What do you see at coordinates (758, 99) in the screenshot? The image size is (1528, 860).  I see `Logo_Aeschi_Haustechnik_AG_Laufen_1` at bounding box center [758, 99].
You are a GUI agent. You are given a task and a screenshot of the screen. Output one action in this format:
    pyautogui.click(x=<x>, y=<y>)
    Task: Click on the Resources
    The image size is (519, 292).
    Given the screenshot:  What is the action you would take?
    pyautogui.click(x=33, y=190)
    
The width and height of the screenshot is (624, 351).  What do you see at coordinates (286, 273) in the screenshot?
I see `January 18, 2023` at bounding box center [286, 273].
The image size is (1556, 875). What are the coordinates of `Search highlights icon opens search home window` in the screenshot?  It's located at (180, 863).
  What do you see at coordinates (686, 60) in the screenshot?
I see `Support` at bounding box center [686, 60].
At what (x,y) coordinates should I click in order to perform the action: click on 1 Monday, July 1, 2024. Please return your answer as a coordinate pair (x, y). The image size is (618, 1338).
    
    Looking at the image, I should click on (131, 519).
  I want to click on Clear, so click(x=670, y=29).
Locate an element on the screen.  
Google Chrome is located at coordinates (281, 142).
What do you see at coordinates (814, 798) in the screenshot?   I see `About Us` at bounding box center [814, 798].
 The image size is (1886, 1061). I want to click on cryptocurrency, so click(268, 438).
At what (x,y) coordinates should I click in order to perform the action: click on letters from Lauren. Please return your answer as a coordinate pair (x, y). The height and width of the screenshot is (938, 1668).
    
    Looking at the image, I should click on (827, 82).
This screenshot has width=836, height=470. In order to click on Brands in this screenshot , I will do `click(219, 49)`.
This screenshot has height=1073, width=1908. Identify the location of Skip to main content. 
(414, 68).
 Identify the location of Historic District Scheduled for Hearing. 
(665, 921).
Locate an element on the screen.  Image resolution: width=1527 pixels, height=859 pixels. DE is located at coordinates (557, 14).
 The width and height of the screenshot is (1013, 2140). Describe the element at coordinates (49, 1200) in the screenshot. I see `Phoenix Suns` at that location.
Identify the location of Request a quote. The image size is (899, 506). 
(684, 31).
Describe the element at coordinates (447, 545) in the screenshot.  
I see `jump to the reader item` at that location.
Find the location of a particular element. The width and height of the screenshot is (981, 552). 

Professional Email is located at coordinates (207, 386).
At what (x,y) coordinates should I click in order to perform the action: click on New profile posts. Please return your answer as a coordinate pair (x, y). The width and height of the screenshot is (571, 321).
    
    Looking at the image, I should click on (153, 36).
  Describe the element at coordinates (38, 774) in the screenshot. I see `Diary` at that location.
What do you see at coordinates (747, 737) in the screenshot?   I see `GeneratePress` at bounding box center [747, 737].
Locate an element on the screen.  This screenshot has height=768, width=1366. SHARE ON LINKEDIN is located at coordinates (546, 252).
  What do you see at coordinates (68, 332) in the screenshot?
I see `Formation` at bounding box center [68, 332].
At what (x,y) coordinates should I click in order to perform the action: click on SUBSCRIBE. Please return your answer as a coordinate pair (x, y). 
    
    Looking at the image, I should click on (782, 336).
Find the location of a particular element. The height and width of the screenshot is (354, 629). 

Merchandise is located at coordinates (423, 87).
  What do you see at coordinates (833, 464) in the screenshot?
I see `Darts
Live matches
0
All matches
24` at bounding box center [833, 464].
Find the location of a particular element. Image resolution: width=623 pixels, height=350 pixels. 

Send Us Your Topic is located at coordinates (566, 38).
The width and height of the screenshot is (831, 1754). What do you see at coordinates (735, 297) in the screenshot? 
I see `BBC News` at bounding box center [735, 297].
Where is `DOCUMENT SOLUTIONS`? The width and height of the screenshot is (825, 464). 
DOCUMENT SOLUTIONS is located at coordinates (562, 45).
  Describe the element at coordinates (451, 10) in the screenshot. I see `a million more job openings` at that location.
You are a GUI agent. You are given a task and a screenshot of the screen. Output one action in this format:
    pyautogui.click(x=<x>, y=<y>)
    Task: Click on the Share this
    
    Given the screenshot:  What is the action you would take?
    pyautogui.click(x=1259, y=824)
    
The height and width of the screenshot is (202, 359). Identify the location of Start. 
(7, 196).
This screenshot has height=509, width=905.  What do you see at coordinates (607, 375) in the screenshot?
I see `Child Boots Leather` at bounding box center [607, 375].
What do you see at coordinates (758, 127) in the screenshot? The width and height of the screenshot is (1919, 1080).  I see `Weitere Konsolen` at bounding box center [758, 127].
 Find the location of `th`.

◆ Your instructions ◆
Copy every line of the records above exactly.

◆ Final answer ◆
What do you see at coordinates (758, 99) in the screenshot? The image size is (1528, 860).  I see `Logo_Aeschi_Haustechnik_AG_Laufen_1` at bounding box center [758, 99].
You are a GUI agent. You are given a task and a screenshot of the screen. Output one action in this format:
    pyautogui.click(x=<x>, y=<y>)
    Task: Click on the Resources
    The image size is (519, 292).
    Given the screenshot:  What is the action you would take?
    pyautogui.click(x=33, y=190)
    
The width and height of the screenshot is (624, 351).  What do you see at coordinates (286, 273) in the screenshot?
I see `January 18, 2023` at bounding box center [286, 273].
The image size is (1556, 875). What are the coordinates of `Search highlights icon opens search home window` in the screenshot?  It's located at (180, 863).
  What do you see at coordinates (686, 60) in the screenshot?
I see `Support` at bounding box center [686, 60].
At what (x,y) coordinates should I click in order to perform the action: click on 1 Monday, July 1, 2024. Please return your answer as a coordinate pair (x, y). The image size is (618, 1338).
    
    Looking at the image, I should click on (131, 519).
  I want to click on Clear, so click(x=670, y=29).
Locate an element on the screen.  
Google Chrome is located at coordinates (281, 142).
What do you see at coordinates (814, 798) in the screenshot?   I see `About Us` at bounding box center [814, 798].
 The image size is (1886, 1061). I want to click on cryptocurrency, so click(268, 438).
At what (x,y) coordinates should I click in order to perform the action: click on letters from Lauren. Please return your answer as a coordinate pair (x, y). The height and width of the screenshot is (938, 1668).
    
    Looking at the image, I should click on (827, 82).
This screenshot has width=836, height=470. In order to click on Brands in this screenshot , I will do `click(219, 49)`.
This screenshot has height=1073, width=1908. Identify the location of Skip to main content. 
(414, 68).
 Identify the location of Historic District Scheduled for Hearing. 
(665, 921).
Locate an element on the screen.  Image resolution: width=1527 pixels, height=859 pixels. DE is located at coordinates (557, 14).
 The width and height of the screenshot is (1013, 2140). Describe the element at coordinates (49, 1200) in the screenshot. I see `Phoenix Suns` at that location.
Identify the location of Request a quote. The image size is (899, 506). 
(684, 31).
Describe the element at coordinates (447, 545) in the screenshot.  
I see `jump to the reader item` at that location.
Find the location of a particular element. The width and height of the screenshot is (981, 552). 

Professional Email is located at coordinates (207, 386).
At what (x,y) coordinates should I click in order to perform the action: click on New profile posts. Please return your answer as a coordinate pair (x, y). The width and height of the screenshot is (571, 321).
    
    Looking at the image, I should click on (153, 36).
  Describe the element at coordinates (38, 774) in the screenshot. I see `Diary` at that location.
What do you see at coordinates (747, 737) in the screenshot?   I see `GeneratePress` at bounding box center [747, 737].
Locate an element on the screen.  This screenshot has height=768, width=1366. SHARE ON LINKEDIN is located at coordinates (546, 252).
  What do you see at coordinates (68, 332) in the screenshot?
I see `Formation` at bounding box center [68, 332].
At what (x,y) coordinates should I click in order to perform the action: click on SUBSCRIBE. Please return your answer as a coordinate pair (x, y). 
    
    Looking at the image, I should click on (782, 336).
Find the location of a particular element. The height and width of the screenshot is (354, 629). 

Merchandise is located at coordinates (423, 87).
  What do you see at coordinates (833, 464) in the screenshot?
I see `Darts
Live matches
0
All matches
24` at bounding box center [833, 464].
Find the location of a particular element. Image resolution: width=623 pixels, height=350 pixels. 

Send Us Your Topic is located at coordinates (566, 38).
The width and height of the screenshot is (831, 1754). What do you see at coordinates (735, 297) in the screenshot? 
I see `BBC News` at bounding box center [735, 297].
Where is `DOCUMENT SOLUTIONS`? The width and height of the screenshot is (825, 464). 
DOCUMENT SOLUTIONS is located at coordinates (562, 45).
  Describe the element at coordinates (451, 10) in the screenshot. I see `a million more job openings` at that location.
You are a GUI agent. You are given a task and a screenshot of the screen. Output one action in this format:
    pyautogui.click(x=<x>, y=<y>)
    Task: Click on the Share this
    
    Given the screenshot:  What is the action you would take?
    pyautogui.click(x=1259, y=824)
    
The height and width of the screenshot is (202, 359). Identify the location of Start. 
(7, 196).
This screenshot has height=509, width=905.  What do you see at coordinates (607, 375) in the screenshot?
I see `Child Boots Leather` at bounding box center [607, 375].
What do you see at coordinates (758, 127) in the screenshot? The width and height of the screenshot is (1919, 1080).  I see `Weitere Konsolen` at bounding box center [758, 127].
 Find the location of `th`.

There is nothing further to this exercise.